Anonymous Access In Nexus Repository is Not A Zero-Day Vulnerability

July 02, 2019 By Brian Fox

2 minute read time

In March, a researcher from Twistlock contacted us about two issues he identified, stemming from user access settings. As with any disclosure, we immediately looked into it. 

The disclosure was questioning the long standing ability to allow a repository to provide anonymous access for reading artifacts. Since this wasn’t a new capability and because it affects common and legitimate use cases, we did not view this as a zero day vulnerability requiring merely a technical fix. Instead, we decided to approach this as a product feature UX change to make it easier for users to be more secure.

The majority of repository managers are deployed inside a firewall and intentionally configured to allow anonymous access for sharing artifacts. This is a useful capability to provide organizations who choose to do so. 

Obviously providing wide open read access on the public Internet should be carefully considered, but as you see with many public forges, that ability to serve common artifacts without requiring a user to sign up, is critically important.

While we disagreed with the assessment that anonymous access should be completely removed from the product, we agreed that more could be done to require a definitive choice to enable Anonymous access during initial setup. We addressed this as quickly as possible with a rolling fix - one in our 3.16.2 product release and one in our most recent update which is 3.17.

As we always do, we do want to emphasize the importance of upgrading to the latest version of Nexus Repository. In this case, we additionally ask that organizations re-review if their use of anonymous read access is appropriate for their use case.

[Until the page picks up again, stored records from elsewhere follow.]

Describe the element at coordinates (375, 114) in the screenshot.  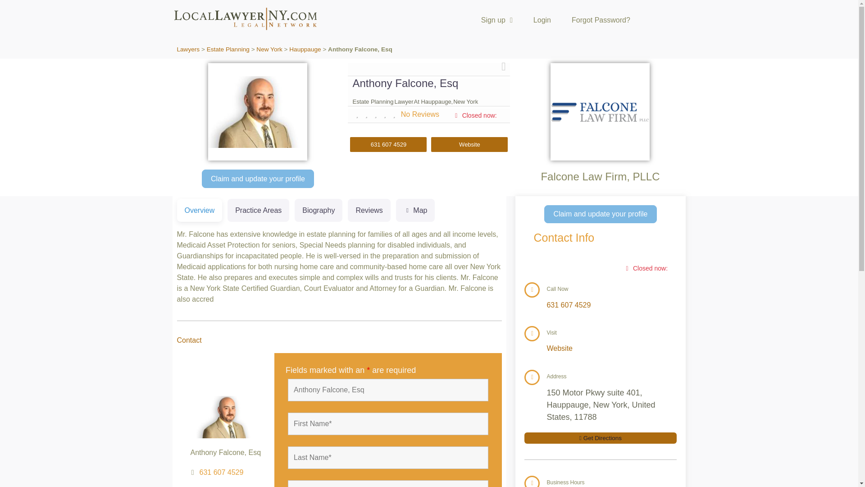
I see `No rating yet!` at that location. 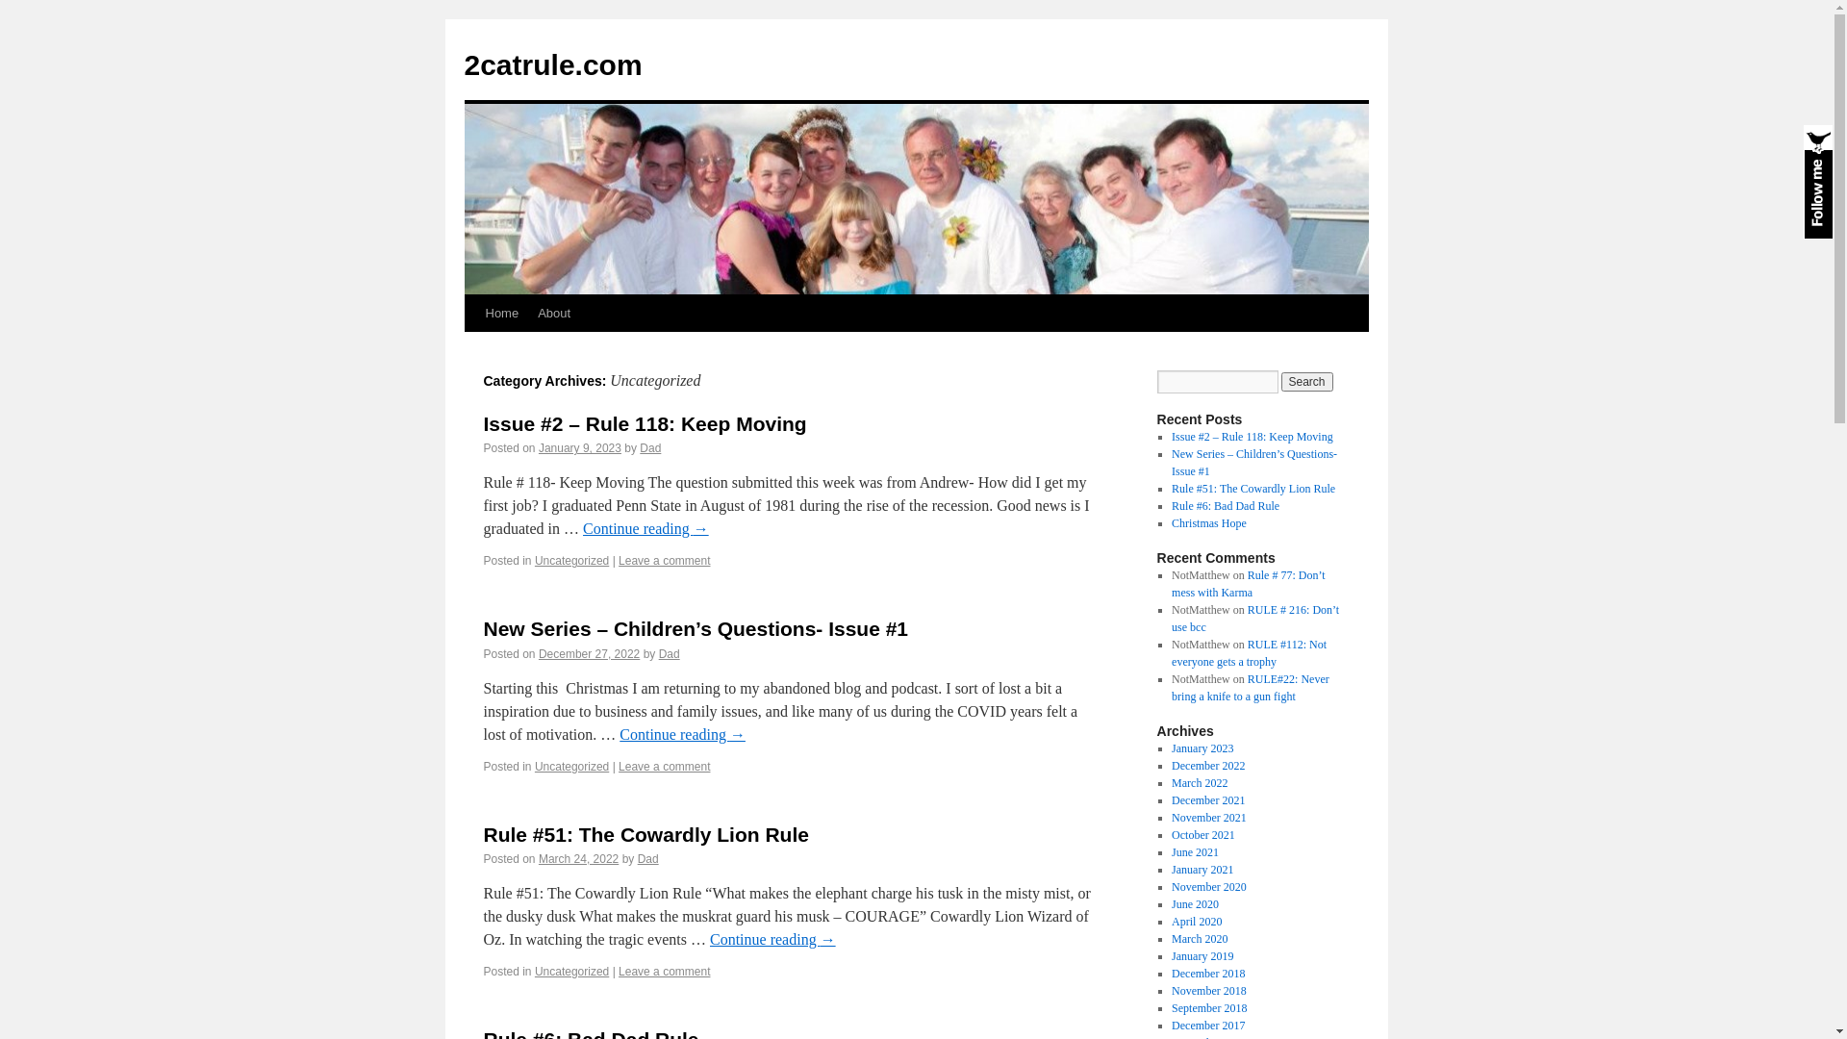 I want to click on December 2018, so click(x=1208, y=973).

Tags: Nexus Repository, News and Views, Product

Written by Brian Fox

Brian Fox is a software developer, innovator and entrepreneur. He is an active contributor within the open source development community, most prominently as a member of the Apache Software Foundation and former Chair of the Apache Maven project. As the CTO and co-founder of Sonatype, he is focused on building a platform for developers and DevOps professionals to build high-quality, secure applications with open source components.